Local institutions such as schools and hospitals should be proud of acquiring food from local farmers first before grabbing anything that comes from outside. That will guarantee a market for local food, thus improving local producers’ economic viability and self-esteem.
When a community’s economic and nutritional security is assured, local people begin to seriously look at community and environmental health as integral parts of their food system. At the moment, it is very difficult for communities to take care of their environment when they have immediate socio-economic challenges to solve.
A holistic approach to a community’s food system will regenerate farming practices that may be on the verge of getting lost due to lack of regeneration.
Building environmental sustainability goes beyond just prohibiting people from cutting down trees and cultivating on wetlands. It should involve many intentional activities and players.
When local schools and other institutions obtain food from outside the community instead of buying from their local community, local farmers who are deprived of a market end up plundering the environment for survival.
That means consumers and the market have a stake in ensuring environmental sustainability. Local institutions that buy from local farmers can make a notable difference in the local food chain and ultimately exert positive influence on the national food system.
The role of local authorities
Rural district councils are well-poised to build strong local food systems because they are closer to farmers and farming communities.
They have a working understanding of the needs of local people and a better sense of how nutrition security interventions can be implemented.
If all community actors are involved in building a local food system, a district can be able to rely on its local entrepreneurial ecosystem before looking for assistance from elsewhere. Currently, due to emphasis on maize, every farmer thinks of producing for the Grain Marketing Board (GMB) yet not every commodity goes to the GMB.
Besides, the GMB cannot accommodate all the maize produced by millions of farmers if they are to fully utilise their capacity. There is certainly room for building all kinds and sizes of food reserves in line with each context.
Local authorities can also identify appropriate incentives for supporting local food systems in ways that ensure food self-sufficiency at local level. Ultimately, districts should be able to exchange food with each other.
Although that is already happening, it has not been carefully mapped to understand, for instance, how much food moves from Gokwe to Chivi district or Mwenezi to Gwanda district. Just as climate change is more noticeable at local levels, food waste can also be easy to account for at local level if the right systems are put in place.
Coordinating and amplifying best practices
There is no doubt that a national food reserve system is important.
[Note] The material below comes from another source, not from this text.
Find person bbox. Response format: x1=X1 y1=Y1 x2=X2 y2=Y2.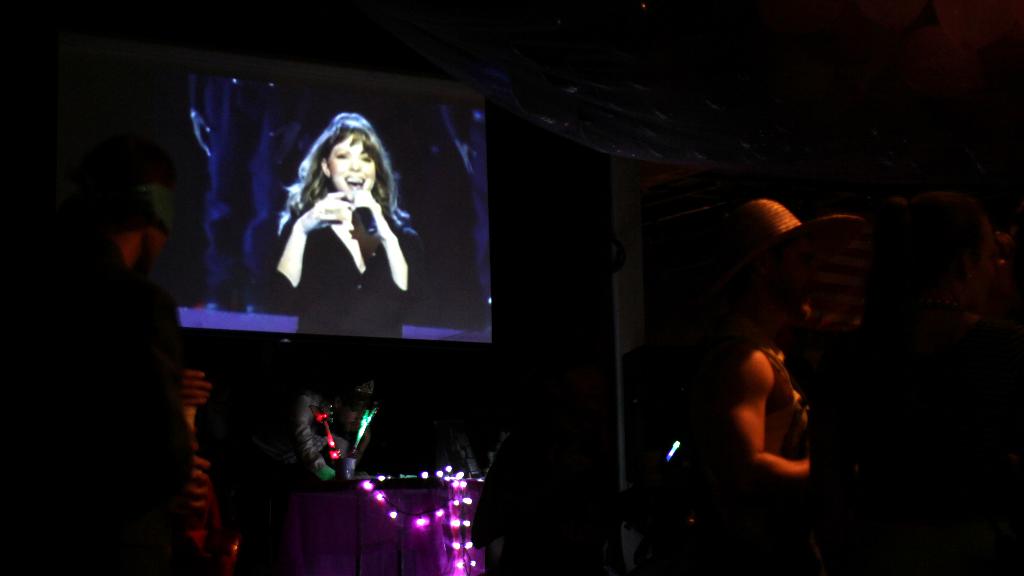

However, it should be the last resort when communities have exhausted all their options. Many best practices in food exchange between districts are waiting to be studied, coordinated and amplified for the good of national food and nutrition security. Anecdotal evidence is available showing tons of maize that leave Karoi for Masvingo and tons of small grains from Mwenezi to Manicaland.
Such evidence already points to possibilities for empowering local food systems. Farming communities are good at sharing best practices quietly through kinship ties and friendships forged in informal agriculture markets.
If well coordinated, farmers in particular districts like Hurungwe, Hwange, Tsholotsho, Muzarabani and many others can combine their production power to bargain for better prices as and when they need to sell. That will ensure a resilient food system where farmers take local food matters into their own hands.
Charles Dhewa is a proactive knowledge management specialist and chief executive officer of Knowledge Transfer Africa (Pvt) (www.knowledgetransafrica.com) whose flagship eMKambo (www.emkambo.co.zw ) has a presence in more than 20 agricultural markets in Zimbabwe. He can be contacted on: [email protected] ; Mobile: +263 774 430 309 / 772 137 717/ 712 737 430.